I didn’t want to do it. I couldn’t deny that Laura’s idea was a good one, but I just didn’t want to bother the neighbor. We found an iron rod with a small diameter in our basement, bequeathed to us with love by the former owner. It would do if we could get it cut to the right length and welded back together in the right shape. Our neighbor, you may remember, is a metal worker. He could do the job in a few minutes, but I hated the idea of knocking on his door, him opening up, and internally is heart dropping, thinking, Oh, it’s Eric again. I wonder what he wants this time.
I’m sure that says more about me than my neighbor.
In the end, however, I took the plunge. He welcomed me in with a smile. We walked to the back of his property where his shop is set up. I told him how long we wanted the pieces cut and how we wanted it welded back together.
“Easy,” he said and went to work. And in a few minutes we had our pieces.
The pieces worked perfectly. It seems that when they built the cinderblock wall that divides our property from the neighbors’, they laid one row of cinderblocks, slathered mortar on top, and then, two per cinderblock, placed small cylindrical rods horizontally across the cinderblocks, right into the mortar. Then they laid the next level of cinderblocks. Again, they covered that layer with more mortal and laid two cylindrical rods horizontally across each block. By doing this, it seems like each previous layer was able to support the weight of the next layer without it squishing out all the mortar from between the layers. The rods held up the weight of the wall until the mortar dried, and then they were all removed.
The upshot for us? Our cinderblock wall has perfectly shaped and rather evenly spaced round holes running through each layer of mortar. And why is that significant? We had a place to hang one side of our hammock (the walnut tree in our backyard would support the other side)—if, that is, we could fashion something that could slide right into the those holes that we could then attach to the hammock.
In the end, the whole thing went off without a hitch. In fact, I’m stretched out in said hammock right now typing away beneath a warm morning sun.
It’s quiet. Several different species of birds are singing and chirping away. A concert of bees, directed by that force known only to their kind, hums as they do their work among the cherry blossoms of the tree in our other neighbor’s yard. The sun, despite the fact that it’s all of 93 million miles away, reaches across all that space (it’s light takes something like seven whole minutes to reach us, mind you), and warms my hands as they rest on the keyboard of my laptop. There are footsteps and occasional voices from behind the cinderblock wall my hammock is attached to. We’re all quarantined together. The dogs at times bark their heads off at someone walking by our front gate or at one of the several dogs who regularly patrol our area that must have gotten a little too close to our dogs’ turf. Clings and clangs from our metal worker neighbor waft up and over the fence between our house and his.
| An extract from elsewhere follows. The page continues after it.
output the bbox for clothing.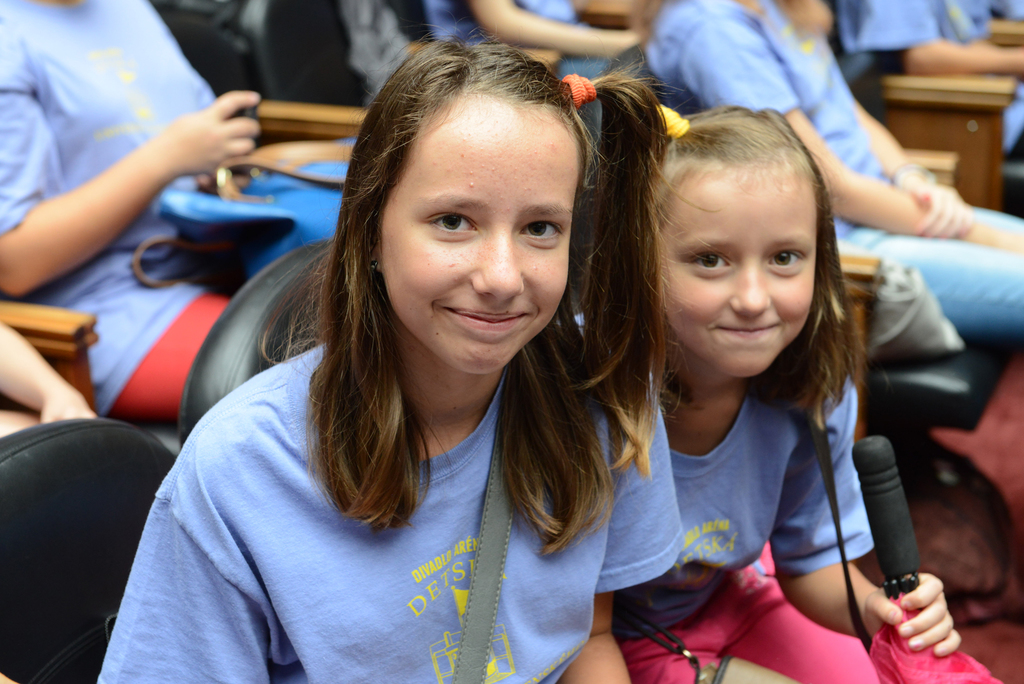
<box>0,0,310,423</box>.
But it’s the light and warmth from the sun that my mind keeps coming back to. Ninety-three million miles is a lot of miles. Yet not a single mile stops the insistence of the sun. How can I connect personally—literally feel—something that is so far off? My brain isn’t really able to make sense of it. Yet there it is blazing in all of its glory, and here I am typing away on this keyboard, and there’s the sun’s light on the back of my hands and the sun’s heat warming my skin.
It strikes me as I lie here in this hammock that if an inanimate object like a burning ball of gas is able to reach out across time and space and from an unfathomably long distance reach down and literally touch me on the back of the hand, should I be so skeptical as to whether God himself is able to do the exact same thing?
I don’t know where God actually exists. He brought everything else that is into being, so he must be outside time and space. People much smarter than me say that it’s a whole 46 billion lightyears from one side of the universe to the other. Whatever that means. I guess it’s a really long way. So even if God exists somewhere outside of all that, and even if, relative to me, he’s billions of lightyears distant, would it be strange at all to think that his light and heat—you might call it his Spirit—is capable of reaching out across all that time and space that separates us and can literally touch the back of my hand or the top of my hand or rest across my shoulders? And when I feel him, is it unreasonable to think that it’s really him, even if he’s so far away?
I don’t think so. The sun can do it. Why couldn’t God?
I had a conversation with a good friend recently, and we were talking about the fact that a person doesn’t really need to ask God to draw close. God already is close. What we need is eyes to seem him. We need a new awareness that he’s there—that he’s always there. Truly, “he is actually not far from each one of us” (Acts 17:27).
Stretched out in this hammock in the backyard, with literally nowhere to go, in the still humdrum of daily life happening around me, I’m finally in a position to quiet my flighty mind and begin to perceive his presence. I’m so glad Laura convinced me to ask my neighbor to cut and weld that metal rod. It took some thinking, some planning, and some work to carve out a space in which I could be quiet enough to reorient myself to the God who is there. I had to risk bothering my neighbor to make it possible. It might take some time and effort for you to create a space for yourself to do the same, too. But it’s worth it. We’re cut off from so many of our loved ones during this time of quarantines and shelter-in-place orders. But God is as close to us as the light and heat of the sun across the back of our hands. And his presence is just as bright and warm and soothing. If we would intentionally become aware of it.